Somewhere right now, conference commissioners are in another meeting debating college football playoff expansion. They’re wrestling with impossibly complex questions: How many teams? Which conferences get automatic bids? Where should games be played? They’re treating these questions like unsolvable mysteries, as if they’re trying to crack cold fusion rather than organize a football tournament.
Meanwhile, Division III just expanded to 40 teams. They did it with minimal fanfare, no billion-dollar TV contracts, and exactly zero athletic scholarships. The playoff works flawlessly. Campus hosting through the semifinals. Transparent selection criteria with the NCAA Power Index. Automatic bids for 27-28 conference champions. An undisputed national champion crowned every January with no controversy.
If that sounds too good to be true for modern college football, you haven’t been paying attention to what’s happening outside the FBS bubble.
Division II solved the fan access problem years ago with their Super Region Model. Four geographic regions. Eight teams from each. Higher seeds host every game through the first three rounds, keeping matchups close enough that actual fans can drive to the stadium instead of watching half-empty neutral site games from their couches. When the bracket shrinks to four teams, then it goes national. The logic is beautifully simple: keep games accessible when the field is large, go big only when the stakes justify the travel.
The FCS has been perfecting this model since 1978. They’re at 24 teams now with 11 automatic qualifiers and 13 at-large selections. Top seeds get first-round byes. Campus hosting through the semifinals creates atmospheres that rival anything in college football. The Fargo Dome. Montana State’s Bobcat Stadium. South Dakota State’s Dana J. Dykhouse Stadium. These venues pack in passionate fans who brave December weather to watch playoff football the way it’s meant to be played.
The data proves home-field advantage matters: no road team has won an FCS semifinal since 2016. When you earn a high seed, you’re rewarded with something tangible, not just a higher number next to your name.
So why can’t FBS figure this out? The answer isn’t about logistics or money. An expanded playoff would generate more revenue, not less. More games mean more TV inventory. Campus sites mean more ticket sales. The financial case practically makes itself.
The real obstacle is relationships. FBS has 41 bowl games, each with sponsorship deals, media contracts, and decades of institutional history. These aren’t just games—they’re the professional networks that the people in charge built their careers on. Expanding the playoff means telling old friends that what they built doesn’t matter as much anymore. That’s a harder conversation than any television negotiation.
The smallest programs in college football solved this puzzle decades ago. The richest programs are still arguing about whether it’s possible. That tells you everything you need to know about who this system really serves.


Task item:
The lines to copy from the data below are those that hold the string "chart".

Provided records:
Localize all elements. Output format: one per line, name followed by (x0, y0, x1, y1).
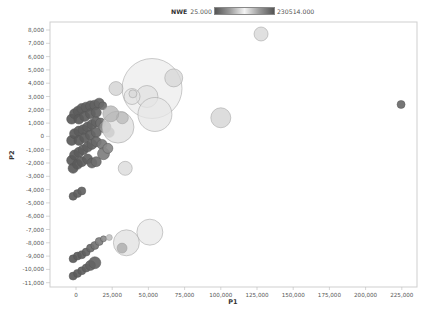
bubble-chart: 8,0007,0006,0005,0004,0003,0002,0001,000… (0, 0, 432, 315)
data-bubble[interactable] (117, 243, 127, 253)
y-tick-label: -10,000 (22, 266, 44, 272)
x-axis: 025,00050,00075,000100,000125,000150,000… (74, 287, 414, 298)
y-tick-label: -5,000 (26, 200, 44, 206)
data-bubble[interactable] (118, 161, 132, 175)
y-tick-label: 6,000 (28, 54, 44, 60)
y-tick-label: 3,000 (28, 94, 44, 100)
y-tick-label: -7,000 (26, 227, 44, 233)
y-tick-label: -8,000 (26, 240, 44, 246)
data-bubble[interactable] (129, 90, 137, 98)
data-bubble[interactable] (113, 230, 139, 256)
y-tick-label: 5,000 (28, 67, 44, 73)
data-bubble[interactable] (109, 82, 123, 96)
data-bubble[interactable] (91, 107, 101, 117)
data-bubble[interactable] (106, 234, 112, 240)
y-axis-label: P2 (8, 150, 16, 159)
y-tick-label: 4,000 (28, 80, 44, 86)
data-bubble[interactable] (165, 69, 183, 87)
y-tick-label: -1,000 (26, 147, 44, 153)
x-axis-label: P1 (228, 298, 238, 306)
x-tick-label: 225,000 (390, 292, 414, 298)
x-tick-label: 25,000 (102, 292, 122, 298)
data-bubble[interactable] (103, 143, 113, 153)
x-tick-label: 200,000 (354, 292, 378, 298)
y-tick-label: -3,000 (26, 173, 44, 179)
y-tick-label: 0 (40, 133, 44, 139)
y-tick-label: -6,000 (26, 213, 44, 219)
data-bubble[interactable] (89, 257, 101, 269)
x-tick-label: 150,000 (282, 292, 306, 298)
x-tick-label: 125,000 (245, 292, 269, 298)
data-bubble[interactable] (78, 187, 86, 195)
data-bubble[interactable] (137, 219, 163, 245)
y-tick-label: -2,000 (26, 160, 44, 166)
y-axis: 8,0007,0006,0005,0004,0003,0002,0001,000… (22, 27, 50, 286)
y-tick-label: 8,000 (28, 27, 44, 33)
data-bubble[interactable] (138, 97, 172, 131)
data-bubble[interactable] (397, 100, 405, 108)
x-tick-label: 75,000 (175, 292, 195, 298)
y-tick-label: 1,000 (28, 120, 44, 126)
bubble-layer (67, 27, 405, 280)
y-tick-label: -4,000 (26, 187, 44, 193)
x-tick-label: 0 (74, 292, 78, 298)
data-bubble[interactable] (254, 27, 268, 41)
data-bubble[interactable] (103, 106, 119, 122)
x-tick-label: 175,000 (318, 292, 342, 298)
x-tick-label: 50,000 (139, 292, 159, 298)
y-tick-label: -9,000 (26, 253, 44, 259)
y-tick-label: -11,000 (22, 280, 44, 286)
data-bubble[interactable] (101, 236, 107, 242)
y-tick-label: 7,000 (28, 40, 44, 46)
y-tick-label: 2,000 (28, 107, 44, 113)
data-bubble[interactable] (211, 108, 231, 128)
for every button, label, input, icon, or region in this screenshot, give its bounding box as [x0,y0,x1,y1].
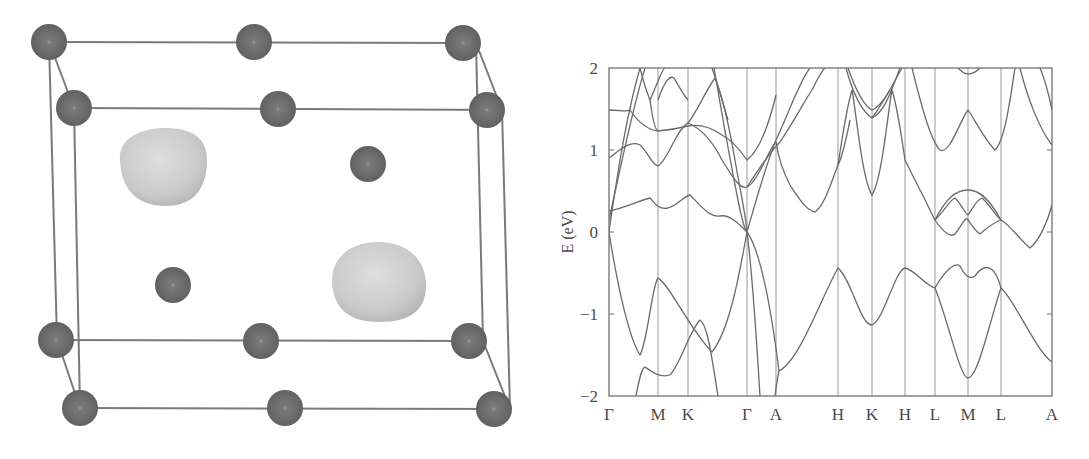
crystal-structure-diagram [0,0,540,459]
kpoint-label: M [960,405,975,424]
kpoint-label: K [682,405,695,424]
band-curves [609,68,1052,396]
atom [451,323,487,359]
isosurface-lobe-upper-left [120,128,207,206]
y-axis-ticks [609,150,1052,314]
atom [236,24,272,60]
band-structure-chart: 2 1 0 −1 −2 E (eV) Γ M K Γ A H K H L M L… [540,0,1089,459]
kpoint-label: A [770,405,783,424]
y-axis-labels: 2 1 0 −1 −2 [580,59,598,406]
y-tick-label: −1 [580,305,598,324]
y-tick-label: 1 [590,141,599,160]
kpoint-label: Γ [604,405,614,424]
kpoint-label: M [650,405,665,424]
kpoint-label: H [832,405,844,424]
kpoint-label: K [866,405,879,424]
plot-frame [609,68,1052,396]
atoms [31,24,512,427]
atom [469,92,505,128]
atom [350,146,386,182]
atom [267,390,303,426]
atom [243,323,279,359]
atom [260,91,296,127]
kpoint-label: L [930,405,940,424]
atom [155,267,191,303]
atom [445,25,481,61]
kpoint-label: Γ [742,405,752,424]
atom [62,390,98,426]
atom [31,24,67,60]
kpoint-label: H [899,405,911,424]
kpoint-label: L [996,405,1006,424]
y-axis-title: E (eV) [559,210,577,253]
atom [38,322,74,358]
atom [56,90,92,126]
kpath-labels: Γ M K Γ A H K H L M L A [604,405,1059,424]
atom [476,391,512,427]
isosurface-lobe-lower-right [332,242,426,322]
y-tick-label: 2 [590,59,599,78]
y-tick-label: −2 [580,387,598,406]
y-tick-label: 0 [590,223,599,242]
kpoint-label: A [1046,405,1059,424]
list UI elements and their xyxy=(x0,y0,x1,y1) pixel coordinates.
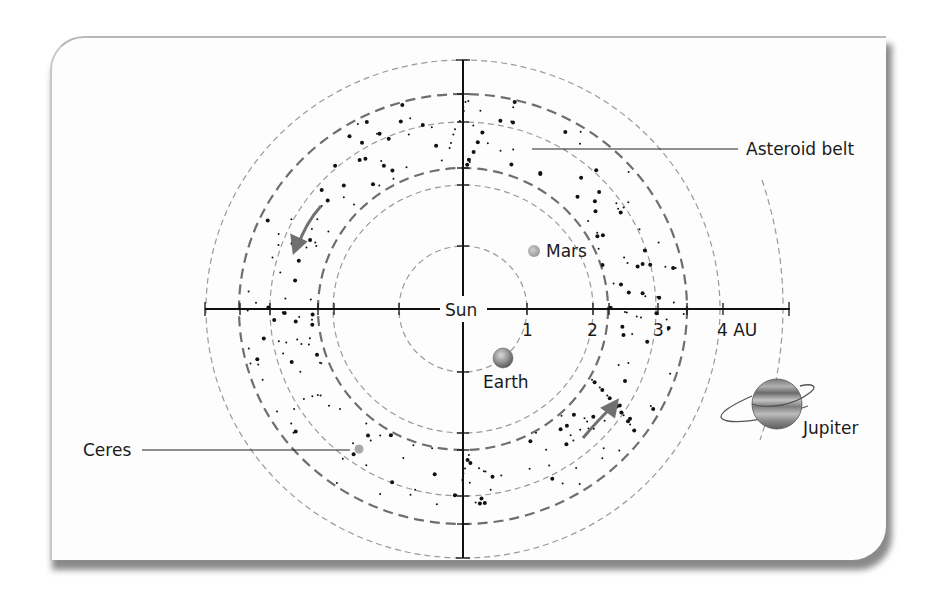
mars-label: Mars xyxy=(546,241,587,261)
earth-icon xyxy=(493,348,513,368)
ceres: Ceres xyxy=(83,440,364,460)
earth: Earth xyxy=(483,348,529,392)
earth-label: Earth xyxy=(483,372,529,392)
jupiter-label: Jupiter xyxy=(802,418,858,438)
tick-label-4: 4 AU xyxy=(717,320,757,340)
mars-icon xyxy=(528,245,540,257)
asteroid-belt-label: Asteroid belt xyxy=(746,139,855,159)
asteroid-belt-callout: Asteroid belt xyxy=(532,139,855,159)
solar-system-diagram: Sun 1 2 3 4 AU Earth Mars Ceres Asteroid… xyxy=(0,0,937,612)
tick-label-2: 2 xyxy=(587,320,598,340)
ceres-label: Ceres xyxy=(83,440,131,460)
ceres-icon xyxy=(355,445,364,454)
jupiter: Jupiter xyxy=(721,379,858,438)
jupiter-icon xyxy=(752,379,802,429)
tick-label-3: 3 xyxy=(653,320,664,340)
arrow-head-icon xyxy=(292,236,305,252)
mars: Mars xyxy=(528,241,587,261)
tick-label-1: 1 xyxy=(522,320,533,340)
axes xyxy=(205,60,790,558)
sun-label: Sun xyxy=(445,300,477,320)
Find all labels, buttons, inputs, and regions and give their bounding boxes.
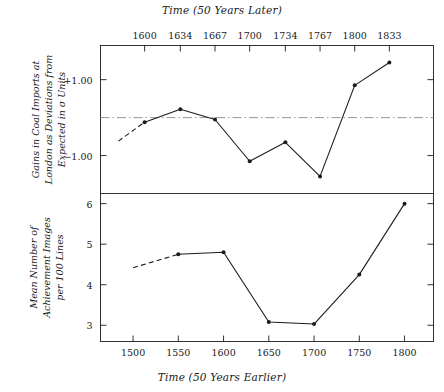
data-point xyxy=(353,83,357,87)
data-point xyxy=(312,322,316,326)
data-point xyxy=(387,61,391,65)
series-line-dashed-segment xyxy=(118,122,144,141)
figure: Time (50 Years Later) Time (50 Years Ear… xyxy=(0,0,444,392)
data-point xyxy=(143,120,147,124)
data-point xyxy=(248,159,252,163)
data-point xyxy=(318,174,322,178)
series-line xyxy=(145,63,390,177)
chart-canvas xyxy=(0,0,444,392)
data-point xyxy=(283,140,287,144)
series-line xyxy=(178,204,404,324)
data-point xyxy=(178,107,182,111)
data-point xyxy=(267,320,271,324)
data-point xyxy=(357,273,361,277)
data-point xyxy=(403,202,407,206)
data-point xyxy=(222,250,226,254)
data-point xyxy=(176,252,180,256)
data-point xyxy=(213,118,217,122)
series-line-dashed-segment xyxy=(133,254,178,267)
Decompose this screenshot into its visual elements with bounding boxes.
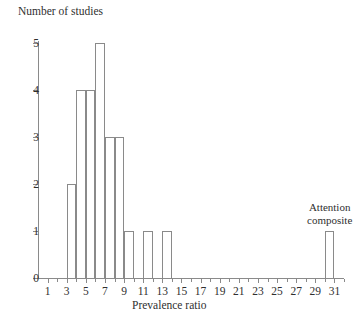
histogram-bar	[76, 90, 86, 279]
y-tick-label: 3	[17, 131, 39, 143]
x-tick	[315, 279, 316, 283]
x-tick	[86, 279, 87, 283]
histogram-bar	[115, 137, 125, 279]
histogram-bar	[143, 231, 153, 279]
x-tick-minor	[95, 279, 96, 282]
x-tick	[334, 279, 335, 283]
x-tick-label: 21	[229, 285, 249, 298]
x-tick-minor	[248, 279, 249, 282]
x-tick-minor	[172, 279, 173, 282]
y-tick-label: 4	[17, 84, 39, 96]
y-tick-label: 5	[17, 37, 39, 49]
x-tick	[277, 279, 278, 283]
x-tick-label: 5	[76, 285, 96, 298]
x-tick-label: 11	[133, 285, 153, 298]
x-tick-minor	[344, 279, 345, 282]
x-tick	[220, 279, 221, 283]
x-tick-minor	[325, 279, 326, 282]
x-tick-label: 1	[38, 285, 58, 298]
x-tick	[67, 279, 68, 283]
histogram-bar	[67, 184, 77, 279]
x-tick-minor	[57, 279, 58, 282]
x-tick-label: 25	[267, 285, 287, 298]
x-tick-label: 19	[210, 285, 230, 298]
bar-annotation-line1: Attention	[270, 201, 362, 214]
x-tick-minor	[229, 279, 230, 282]
y-tick-label: 1	[17, 225, 39, 237]
x-tick-label: 17	[191, 285, 211, 298]
x-tick	[258, 279, 259, 283]
histogram-bar	[95, 43, 105, 279]
histogram-bar	[325, 231, 335, 279]
y-tick-label: 2	[17, 178, 39, 190]
x-tick-minor	[191, 279, 192, 282]
x-tick-minor	[287, 279, 288, 282]
y-axis-line	[38, 41, 39, 279]
bar-annotation: Attentioncomposite	[270, 201, 362, 226]
x-tick	[239, 279, 240, 283]
histogram-bar	[124, 231, 134, 279]
histogram-bar	[105, 137, 115, 279]
x-tick	[296, 279, 297, 283]
x-tick	[143, 279, 144, 283]
x-tick-minor	[153, 279, 154, 282]
x-tick-label: 9	[114, 285, 134, 298]
x-tick	[124, 279, 125, 283]
x-tick-label: 3	[57, 285, 77, 298]
x-tick-minor	[306, 279, 307, 282]
x-tick-label: 31	[324, 285, 344, 298]
x-tick	[48, 279, 49, 283]
x-tick	[105, 279, 106, 283]
x-tick-label: 7	[95, 285, 115, 298]
x-tick	[201, 279, 202, 283]
x-tick-minor	[76, 279, 77, 282]
x-tick	[162, 279, 163, 283]
x-tick-label: 27	[286, 285, 306, 298]
histogram-bar	[86, 90, 96, 279]
histogram-chart: Number of studies 012345 135791113151719…	[0, 0, 362, 324]
y-tick-label: 0	[17, 272, 39, 284]
x-tick-minor	[268, 279, 269, 282]
x-tick-minor	[134, 279, 135, 282]
x-tick-label: 15	[171, 285, 191, 298]
x-tick-minor	[115, 279, 116, 282]
histogram-bar	[162, 231, 172, 279]
bar-annotation-line2: composite	[270, 214, 362, 227]
x-tick-label: 13	[152, 285, 172, 298]
x-tick-minor	[210, 279, 211, 282]
x-tick-label: 23	[248, 285, 268, 298]
x-tick-label: 29	[305, 285, 325, 298]
x-tick	[181, 279, 182, 283]
x-axis-title: Prevalence ratio	[132, 298, 206, 312]
y-axis-title: Number of studies	[18, 4, 103, 18]
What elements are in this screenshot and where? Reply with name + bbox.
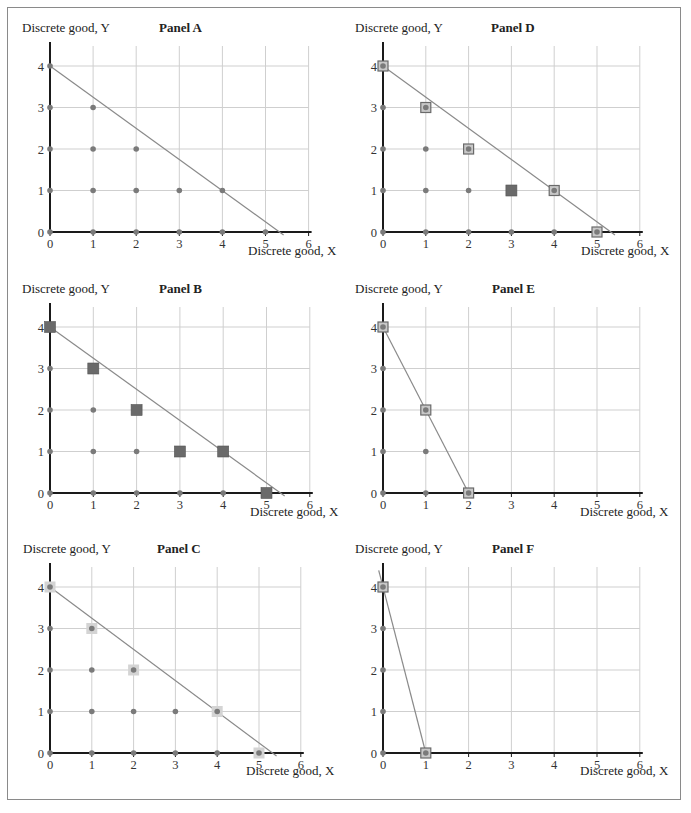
plot-area: 012345601234 [345,261,680,519]
plot-area: 012345601234 [0,261,335,519]
feasible-point-dot [177,188,183,194]
panel-b: Discrete good, Y Panel B Discrete good, … [0,261,335,519]
filled-square-marker [218,446,229,457]
feasible-point-dot [380,366,386,372]
x-tick-label: 5 [262,237,268,251]
y-tick-label: 1 [371,705,377,719]
feasible-point-dot [380,407,386,413]
feasible-point-dot [214,750,220,756]
y-tick-label: 2 [371,143,377,157]
budget-line [383,66,615,235]
feasible-point-dot [594,229,600,235]
feasible-point-dot [91,490,97,496]
feasible-point-dot [380,229,386,235]
filled-square-marker [261,488,272,499]
feasible-point-dot [380,667,386,673]
budget-line [379,570,426,753]
y-tick-label: 2 [371,404,377,418]
feasible-point-dot [47,188,53,194]
budget-line [50,327,285,496]
x-tick-label: 2 [133,498,139,512]
feasible-point-dot [380,324,386,330]
x-tick-label: 3 [172,758,178,772]
feasible-point-dot [47,229,53,235]
feasible-point-dot [47,750,53,756]
y-tick-label: 0 [38,747,44,761]
y-tick-label: 2 [38,664,44,678]
x-tick-label: 6 [637,758,643,772]
x-tick-label: 0 [47,498,53,512]
x-tick-label: 3 [177,498,183,512]
x-tick-label: 1 [423,758,429,772]
feasible-point-dot [380,709,386,715]
x-tick-label: 5 [594,237,600,251]
x-tick-label: 6 [637,237,643,251]
y-tick-label: 3 [38,362,44,376]
feasible-point-dot [89,667,95,673]
feasible-point-dot [214,709,220,715]
x-tick-label: 2 [130,758,136,772]
panel-e: Discrete good, Y Panel E Discrete good, … [345,261,680,519]
y-tick-label: 0 [38,487,44,501]
x-tick-label: 4 [220,498,227,512]
panel-c: Discrete good, Y Panel C Discrete good, … [0,521,335,779]
y-tick-label: 0 [38,226,44,240]
feasible-point-dot [466,229,472,235]
feasible-point-dot [551,188,557,194]
x-tick-label: 3 [508,758,514,772]
budget-line [50,66,284,235]
feasible-point-dot [423,188,429,194]
x-tick-label: 6 [637,498,643,512]
x-tick-label: 1 [90,237,96,251]
feasible-point-dot [47,407,53,413]
feasible-point-dot [177,490,183,496]
feasible-point-dot [133,146,139,152]
feasible-point-dot [173,750,179,756]
y-tick-label: 1 [371,184,377,198]
feasible-point-dot [423,490,429,496]
plot-area: 012345601234 [0,521,335,779]
feasible-point-dot [380,750,386,756]
y-tick-label: 3 [371,101,377,115]
feasible-point-dot [91,449,97,455]
feasible-point-dot [90,188,96,194]
feasible-point-dot [89,709,95,715]
feasible-point-dot [47,584,53,590]
feasible-point-dot [47,626,53,632]
x-tick-label: 3 [508,498,514,512]
x-tick-label: 0 [47,758,53,772]
x-tick-label: 4 [219,237,226,251]
y-tick-label: 3 [38,622,44,636]
x-tick-label: 3 [508,237,514,251]
feasible-point-dot [423,146,429,152]
filled-square-marker [131,405,142,416]
y-tick-label: 2 [38,143,44,157]
feasible-point-dot [131,709,137,715]
y-tick-label: 1 [38,445,44,459]
feasible-point-dot [423,750,429,756]
feasible-point-dot [47,709,53,715]
filled-square-marker [174,446,185,457]
x-tick-label: 1 [90,498,96,512]
y-tick-label: 2 [371,664,377,678]
plot-area: 012345601234 [345,521,680,779]
feasible-point-dot [177,229,183,235]
x-tick-label: 6 [307,498,313,512]
y-tick-label: 0 [371,226,377,240]
feasible-point-dot [90,229,96,235]
feasible-point-dot [263,229,269,235]
y-tick-label: 3 [371,622,377,636]
x-tick-label: 5 [263,498,269,512]
feasible-point-dot [173,709,179,715]
x-tick-label: 3 [176,237,182,251]
y-tick-label: 4 [38,581,45,595]
feasible-point-dot [47,490,53,496]
panel-f: Discrete good, Y Panel F Discrete good, … [345,521,680,779]
x-tick-label: 1 [423,237,429,251]
feasible-point-dot [89,750,95,756]
feasible-point-dot [423,105,429,111]
feasible-point-dot [380,63,386,69]
x-tick-label: 4 [214,758,221,772]
x-tick-label: 2 [465,498,471,512]
feasible-point-dot [380,105,386,111]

Exercise response:
bubble-chart: 8,0007,0006,0005,0004,0003,0002,0001,000… (0, 0, 432, 315)
band-structure-chart: 2 1 0 −1 −2 E (eV) Γ M K Γ A H K H L M L… [540,0,1089,459]
chart-canvas xyxy=(0,0,444,392)
histogram-chart: Number of studies 012345 135791113151719…	[0, 0, 362, 324]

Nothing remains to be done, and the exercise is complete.